Urban Architecture

The Ottomans inherited a city with a rich architectural tradition and a dense building stock, including fortifications, churches, public buildings, mansions and modest dwellings. This architectural legacy was adapted to meet new needs shaped by Islamic religion and the social structures of Ottoman society.

Public buildings and the urban residences of the Venetian-Cretan elite were either used for administrative purposes or converted into konaks, the luxurious residences of wealthy Ottoman officials. Smaller houses were also remodelled and reoccupied.

Domestic architecture was organised into distinct spaces: haremlik (women’s quarters), selamlik (men’s quarters), reception rooms (divanhane), coffee rooms (kahve odası) and baths (hamam). Many properties were enclosed by high walls. The homes of prominent Ottomans were stone-built, some with tiled roofs, and included auxiliary spaces, courtyards with gardens, kiosks, fountains, wells and often water cisterns. Courtyards were paved with pebble mosaics featuring geometric and floral designs in black and white stones.

Large konaks coexisted with humble popular dwellings. These were also stone-built, but roofed with flat earthen terraces covered with a type of clay soil (“lepida”). They were single- or two-storey buildings with few rooms and no auxiliary spaces. Most, however, included gardens, cisterns and wells. Pebbled courtyards, wells and water tanks are frequently identified in archaeological excavations.

Along façades facing the main streets, wooden structures at street level housed shops and storerooms used by merchants and craftsmen. Vines trained over wooden frames shaded the streets in summer, forming arcades beneath which pedestrians could move comfortably. According to the traveller Franz Wilhelm Sieber (1817), these wooden constructions gave the city a lively and pleasant appearance.

The form of Kandiye changed radically after the devastating earthquake of 1856, which levelled much of the city. In its aftermath, and under new planning regulations issued by the Ottoman authorities, the city was rebuiltto resembell a typical Balkan Ottoman town, characterised by mosques, minarets, tower-like volumes and enclosed projecting balconies (sahnishin).

New buildings, usually two-storey with a basement, were erected on large plots enclosed by high boundary walls and opened onto stone- or pebble-paved courtyards. The ground floor was stone-built, with a limited number of small openings reinforced with timber ties, while the upper floors were timber-framed. A defining feature was the sahnishin, an enclosed projecting balcony extending beyond the ground floor line and supported by wooden or iron brackets. Roofs were timber-framed and covered with four-pitched tiled roofs.

The blending of Venetian and local architectural traditions with Balkan influences shaped the character of the city until the early decades of the 20th century.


Task: Could you restate the entries below word for word and leave out the pictures?

□ □ □

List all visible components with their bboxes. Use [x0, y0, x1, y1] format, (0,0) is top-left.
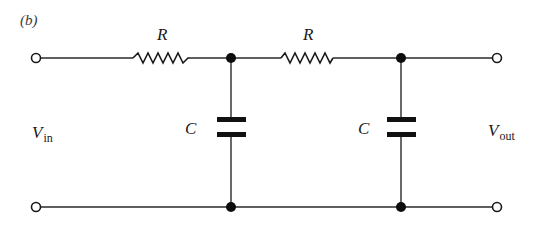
input-voltage-label: Vin: [32, 124, 53, 141]
output-voltage-label: Vout: [488, 122, 515, 139]
input-terminal-bottom: [32, 203, 41, 212]
capacitor-2-plate-bottom: [387, 132, 416, 137]
output-voltage-symbol: V: [488, 121, 498, 140]
input-voltage-symbol: V: [32, 123, 42, 142]
capacitor-1-plate-top: [217, 117, 246, 122]
junction-node-top-2: [396, 53, 406, 63]
resistor-2-label: R: [303, 26, 313, 43]
capacitor-2-label: C: [358, 120, 369, 137]
resistor-1-label: R: [157, 26, 167, 43]
circuit-schematic: [0, 0, 538, 238]
input-voltage-subscript: in: [43, 131, 52, 145]
capacitor-2-plate-top: [387, 117, 416, 122]
resistor-1-symbol: [133, 53, 190, 63]
junction-node-top-1: [226, 53, 236, 63]
capacitor-1-label: C: [185, 120, 196, 137]
output-voltage-subscript: out: [499, 129, 514, 143]
junction-node-bottom-2: [396, 202, 406, 212]
output-terminal-bottom: [493, 203, 502, 212]
panel-label: (b): [20, 12, 38, 29]
capacitor-1-plate-bottom: [217, 132, 246, 137]
resistor-2-symbol: [281, 53, 333, 63]
junction-node-bottom-1: [226, 202, 236, 212]
output-terminal-top: [493, 54, 502, 63]
input-terminal-top: [32, 54, 41, 63]
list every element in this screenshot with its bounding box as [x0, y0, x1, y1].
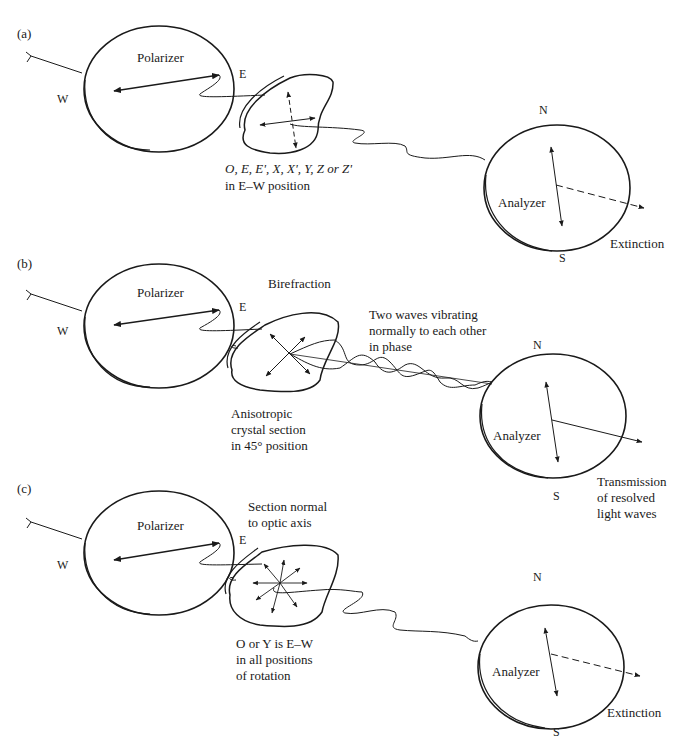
- panel-a-drawing: [26, 26, 644, 251]
- result-label: Transmission of resolved light waves: [597, 474, 667, 522]
- crystal-caption: O or Y is E–W in all positions of rotati…: [236, 636, 313, 684]
- crystal-caption: O, E, E', X, X', Y, Z or Z': [225, 161, 352, 177]
- crystal-section: [243, 75, 333, 154]
- panel-label-b: (b): [17, 256, 32, 272]
- east-label: E: [239, 299, 246, 315]
- east-label: E: [239, 66, 246, 82]
- result-label: Extinction: [610, 236, 664, 252]
- diagram-drawing: [0, 0, 683, 742]
- crystal-caption: Anisotropic crystal section in 45° posit…: [231, 406, 308, 454]
- analyzer-label: Analyzer: [492, 664, 540, 680]
- section-normal-caption: Section normal to optic axis: [248, 499, 327, 531]
- east-label: E: [239, 532, 246, 548]
- panel-label-c: (c): [17, 481, 31, 497]
- polarizer-vibration-arrow: [114, 75, 219, 91]
- panel-b-drawing: [26, 264, 642, 478]
- panel-label-a: (a): [17, 26, 31, 42]
- north-label: N: [533, 337, 542, 353]
- result-label: Extinction: [607, 705, 661, 721]
- south-label: S: [553, 724, 560, 740]
- south-label: S: [553, 488, 560, 504]
- wave-caption: Two waves vibrating normally to each oth…: [369, 307, 486, 355]
- west-label: W: [57, 323, 68, 339]
- polarizer-disc: [84, 26, 234, 152]
- north-label: N: [539, 102, 548, 118]
- analyzer-label: Analyzer: [498, 195, 546, 211]
- north-label: N: [533, 569, 542, 585]
- polarizer-label: Polarizer: [137, 518, 184, 534]
- analyzer-label: Analyzer: [493, 428, 541, 444]
- south-label: S: [559, 250, 566, 266]
- panel-c-drawing: [26, 491, 640, 729]
- crystal-caption: in E–W position: [225, 178, 310, 194]
- polarizer-label: Polarizer: [137, 285, 184, 301]
- west-label: W: [57, 91, 68, 107]
- west-label: W: [57, 557, 68, 573]
- birefraction-label: Birefraction: [268, 276, 331, 292]
- light-source-icon: [26, 52, 82, 73]
- polarizer-label: Polarizer: [137, 50, 184, 66]
- polarized-light-diagram: (a) Polarizer W E O, E, E', X, X', Y, Z …: [0, 0, 683, 742]
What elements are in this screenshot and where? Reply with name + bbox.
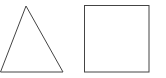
triangle-shape bbox=[1, 6, 64, 72]
shapes-diagram bbox=[0, 0, 166, 78]
square-shape bbox=[85, 6, 150, 73]
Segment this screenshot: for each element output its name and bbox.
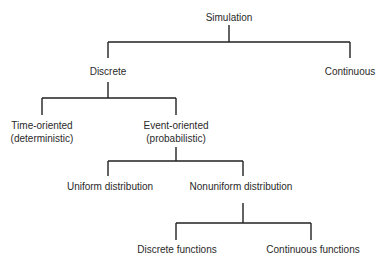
node-continuous-functions: Continuous functions [266, 243, 359, 256]
node-time-oriented-line1: Time-oriented [11, 119, 74, 132]
node-nonuniform-distribution: Nonuniform distribution [190, 180, 293, 193]
node-discrete: Discrete [90, 65, 127, 78]
node-simulation: Simulation [206, 11, 253, 24]
node-event-oriented-line2: (probabilistic) [143, 132, 208, 145]
node-time-oriented: Time-oriented (deterministic) [11, 119, 74, 145]
node-discrete-functions: Discrete functions [137, 243, 216, 256]
node-event-oriented-line1: Event-oriented [143, 119, 208, 132]
node-continuous: Continuous [325, 65, 376, 78]
node-uniform-distribution: Uniform distribution [67, 180, 153, 193]
node-event-oriented: Event-oriented (probabilistic) [143, 119, 208, 145]
node-time-oriented-line2: (deterministic) [11, 132, 74, 145]
simulation-tree-diagram: Simulation Discrete Continuous Time-orie… [0, 0, 383, 265]
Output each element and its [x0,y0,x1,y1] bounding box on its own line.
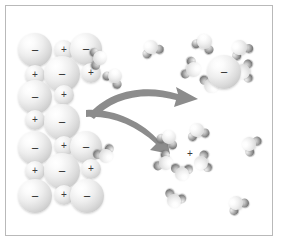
charge-sign: − [207,55,241,89]
water-molecule-right-upper [234,129,264,159]
lattice-cation: + [25,110,45,130]
charge-sign: + [25,110,45,130]
lattice-cation: + [25,161,45,181]
lattice-anion: − [18,179,52,213]
water-oxygen [175,167,189,181]
hydrated-anion: − [207,55,241,89]
water-molecule-lattice-edge [87,45,112,70]
charge-sign: − [18,179,52,213]
lattice-anion: − [70,179,104,213]
lattice-cation: + [54,85,74,105]
water-molecule-bottom-right [221,188,252,219]
hydration-shell-water [190,27,220,57]
hydration-shell-water [171,163,193,185]
charge-sign: + [179,143,201,165]
hydrated-cation: + [179,143,201,165]
water-molecule-bottom-mid [160,187,188,215]
charge-sign: + [54,85,74,105]
charge-sign: + [25,161,45,181]
dissolution-diagram: −+−+−+−++−−+−+−+−+− − + [0,0,286,245]
diagram-scene: −+−+−+−++−−+−+−+−+− − + [0,0,286,245]
water-molecule-top-center [136,32,165,61]
charge-sign: − [70,179,104,213]
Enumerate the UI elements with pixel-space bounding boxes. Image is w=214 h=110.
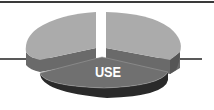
slice-label-use: USE <box>91 63 125 80</box>
pie-chart-3d <box>0 0 214 110</box>
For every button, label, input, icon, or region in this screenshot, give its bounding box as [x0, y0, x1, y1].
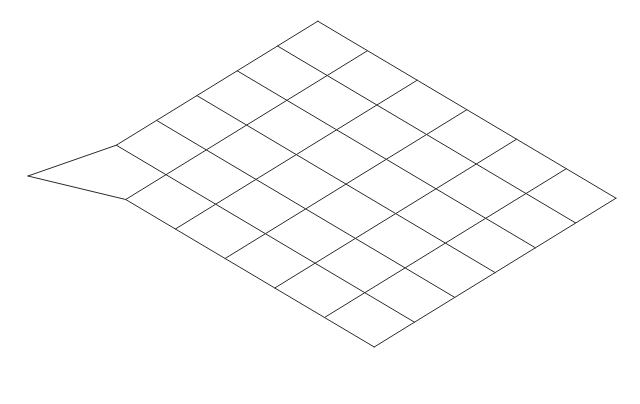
- figure-background: [0, 0, 640, 404]
- figure-root: [0, 0, 640, 404]
- mesh-wireframe-canvas: [0, 0, 640, 404]
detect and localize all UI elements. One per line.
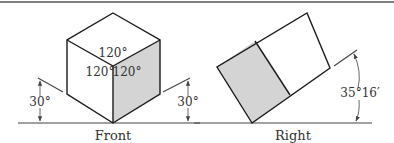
right-view: 35°16′ Right	[194, 13, 380, 143]
angle-label-left: 120°	[86, 65, 115, 79]
arc-dim-lower	[356, 100, 359, 121]
tilt-label-35: 35°16′	[340, 86, 380, 100]
angle-label-right: 120°	[113, 65, 142, 79]
right-shaded-face	[217, 41, 290, 123]
tilt-label-left: 30°	[29, 95, 50, 109]
angle-label-top: 120°	[99, 46, 128, 60]
left-30-line	[38, 78, 63, 92]
right-caption: Right	[275, 128, 312, 143]
right-30-line	[163, 78, 190, 92]
tilt-line-35	[334, 50, 357, 66]
front-view: 120° 120° 120° 30° 30° Front	[18, 13, 200, 143]
isometric-diagram: 120° 120° 120° 30° 30° Front 35°16′ Righ…	[0, 0, 394, 143]
front-caption: Front	[95, 128, 132, 143]
arc-dim-upper	[354, 54, 359, 88]
tilt-label-right: 30°	[177, 95, 198, 109]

□ □ □

Result:
List all visible components with their bboxes. Use [x0, y0, x1, y1] format, (0,0) is top-left.
input-voltage-label: Vin: [32, 124, 53, 141]
output-voltage-label: Vout: [488, 122, 515, 139]
input-terminal-bottom: [32, 203, 41, 212]
capacitor-2-plate-bottom: [387, 132, 416, 137]
output-voltage-symbol: V: [488, 121, 498, 140]
input-voltage-symbol: V: [32, 123, 42, 142]
capacitor-1-plate-top: [217, 117, 246, 122]
junction-node-top-2: [396, 53, 406, 63]
resistor-2-label: R: [303, 26, 313, 43]
capacitor-2-label: C: [358, 120, 369, 137]
resistor-1-label: R: [157, 26, 167, 43]
circuit-schematic: [0, 0, 538, 238]
input-voltage-subscript: in: [43, 131, 52, 145]
capacitor-2-plate-top: [387, 117, 416, 122]
resistor-1-symbol: [133, 53, 190, 63]
junction-node-top-1: [226, 53, 236, 63]
capacitor-1-label: C: [185, 120, 196, 137]
output-voltage-subscript: out: [499, 129, 514, 143]
junction-node-bottom-2: [396, 202, 406, 212]
output-terminal-bottom: [493, 203, 502, 212]
panel-label: (b): [20, 12, 38, 29]
capacitor-1-plate-bottom: [217, 132, 246, 137]
resistor-2-symbol: [281, 53, 333, 63]
junction-node-bottom-1: [226, 202, 236, 212]
output-terminal-top: [493, 54, 502, 63]
input-terminal-top: [32, 54, 41, 63]
list every element in this screenshot with its bounding box as [x0, y0, x1, y1].
- panel-a-drawing: [26, 26, 644, 251]
- result-label: Transmission of resolved light waves: [597, 474, 667, 522]
- crystal-caption: O or Y is E–W in all positions of rotati…: [236, 636, 313, 684]
- crystal-caption: O, E, E', X, X', Y, Z or Z': [225, 161, 352, 177]
- crystal-section: [243, 75, 333, 154]
- panel-label-b: (b): [17, 256, 32, 272]
- east-label: E: [239, 299, 246, 315]
- east-label: E: [239, 66, 246, 82]
- result-label: Extinction: [610, 236, 664, 252]
- diagram-drawing: [0, 0, 683, 742]
- crystal-caption: Anisotropic crystal section in 45° posit…: [231, 406, 308, 454]
- analyzer-label: Analyzer: [492, 664, 540, 680]
- section-normal-caption: Section normal to optic axis: [248, 499, 327, 531]
- east-label: E: [239, 532, 246, 548]
- panel-label-c: (c): [17, 481, 31, 497]
- polarizer-vibration-arrow: [114, 75, 219, 91]
- panel-b-drawing: [26, 264, 642, 478]
- panel-label-a: (a): [17, 26, 31, 42]
- north-label: N: [533, 337, 542, 353]
- result-label: Extinction: [607, 705, 661, 721]
- south-label: S: [553, 724, 560, 740]
- south-label: S: [553, 488, 560, 504]
- wave-caption: Two waves vibrating normally to each oth…: [369, 307, 486, 355]
- west-label: W: [57, 323, 68, 339]
- polarizer-disc: [84, 26, 234, 152]
- north-label: N: [539, 102, 548, 118]
- analyzer-label: Analyzer: [498, 195, 546, 211]
- north-label: N: [533, 569, 542, 585]
- polarizer-label: Polarizer: [137, 518, 184, 534]
- analyzer-label: Analyzer: [493, 428, 541, 444]
- south-label: S: [559, 250, 566, 266]
- panel-c-drawing: [26, 491, 640, 729]
- crystal-caption: in E–W position: [225, 178, 310, 194]
- polarizer-label: Polarizer: [137, 285, 184, 301]
- west-label: W: [57, 91, 68, 107]
- west-label: W: [57, 557, 68, 573]
- birefraction-label: Birefraction: [268, 276, 331, 292]
- light-source-icon: [26, 52, 82, 73]
- polarizer-label: Polarizer: [137, 50, 184, 66]
- polarized-light-diagram: (a) Polarizer W E O, E, E', X, X', Y, Z …: [0, 0, 683, 742]
What elements are in this screenshot and where? Reply with name + bbox.
triangle-shape bbox=[1, 6, 64, 72]
shapes-diagram bbox=[0, 0, 166, 78]
square-shape bbox=[85, 6, 150, 73]
Segment this screenshot: for each element output its name and bbox.
node-continuous-functions: Continuous functions [266, 243, 359, 256]
node-time-oriented-line1: Time-oriented [11, 119, 74, 132]
node-nonuniform-distribution: Nonuniform distribution [190, 180, 293, 193]
node-discrete: Discrete [90, 65, 127, 78]
node-simulation: Simulation [206, 11, 253, 24]
node-event-oriented-line2: (probabilistic) [143, 132, 208, 145]
node-time-oriented: Time-oriented (deterministic) [11, 119, 74, 145]
node-discrete-functions: Discrete functions [137, 243, 216, 256]
node-event-oriented-line1: Event-oriented [143, 119, 208, 132]
node-continuous: Continuous [325, 65, 376, 78]
node-uniform-distribution: Uniform distribution [67, 180, 153, 193]
node-event-oriented: Event-oriented (probabilistic) [143, 119, 208, 145]
node-time-oriented-line2: (deterministic) [11, 132, 74, 145]
simulation-tree-diagram: Simulation Discrete Continuous Time-orie… [0, 0, 383, 265]
Output each element and its [x0,y0,x1,y1] bounding box on its own line.
charge-sign: − [207,55,241,89]
water-molecule-right-upper [234,129,264,159]
lattice-cation: + [25,110,45,130]
charge-sign: + [25,110,45,130]
lattice-cation: + [25,161,45,181]
lattice-anion: − [18,179,52,213]
water-oxygen [175,167,189,181]
hydrated-anion: − [207,55,241,89]
water-molecule-lattice-edge [87,45,112,70]
charge-sign: − [18,179,52,213]
lattice-anion: − [70,179,104,213]
lattice-cation: + [54,85,74,105]
water-molecule-bottom-right [221,188,252,219]
hydration-shell-water [190,27,220,57]
hydration-shell-water [171,163,193,185]
charge-sign: + [179,143,201,165]
hydrated-cation: + [179,143,201,165]
water-molecule-bottom-mid [160,187,188,215]
charge-sign: + [54,85,74,105]
charge-sign: + [25,161,45,181]
dissolution-diagram: −+−+−+−++−−+−+−+−+− − + [0,0,286,245]
diagram-scene: −+−+−+−++−−+−+−+−+− − + [0,0,286,245]
water-molecule-top-center [136,32,165,61]
charge-sign: − [70,179,104,213]
Enumerate the UI elements with pixel-space bounding boxes. Image is w=214 h=110.
slice-label-use: USE <box>91 63 125 80</box>
pie-chart-3d <box>0 0 214 110</box>
For every button, label, input, icon, or region in this screenshot, give its bounding box as [x0, y0, x1, y1].
- figure-background: [0, 0, 640, 404]
- figure-root: [0, 0, 640, 404]
- mesh-wireframe-canvas: [0, 0, 640, 404]
detect and localize all UI elements. One per line.
right-view: 35°16′ Right	[194, 13, 380, 143]
angle-label-left: 120°	[86, 65, 115, 79]
arc-dim-lower	[356, 100, 359, 121]
tilt-label-35: 35°16′	[340, 86, 380, 100]
angle-label-right: 120°	[113, 65, 142, 79]
right-shaded-face	[217, 41, 290, 123]
tilt-label-left: 30°	[29, 95, 50, 109]
angle-label-top: 120°	[99, 46, 128, 60]
left-30-line	[38, 78, 63, 92]
right-caption: Right	[275, 128, 312, 143]
right-30-line	[163, 78, 190, 92]
tilt-line-35	[334, 50, 357, 66]
front-view: 120° 120° 120° 30° 30° Front	[18, 13, 200, 143]
isometric-diagram: 120° 120° 120° 30° 30° Front 35°16′ Righ…	[0, 0, 394, 143]
front-caption: Front	[95, 128, 132, 143]
arc-dim-upper	[354, 54, 359, 88]
tilt-label-right: 30°	[177, 95, 198, 109]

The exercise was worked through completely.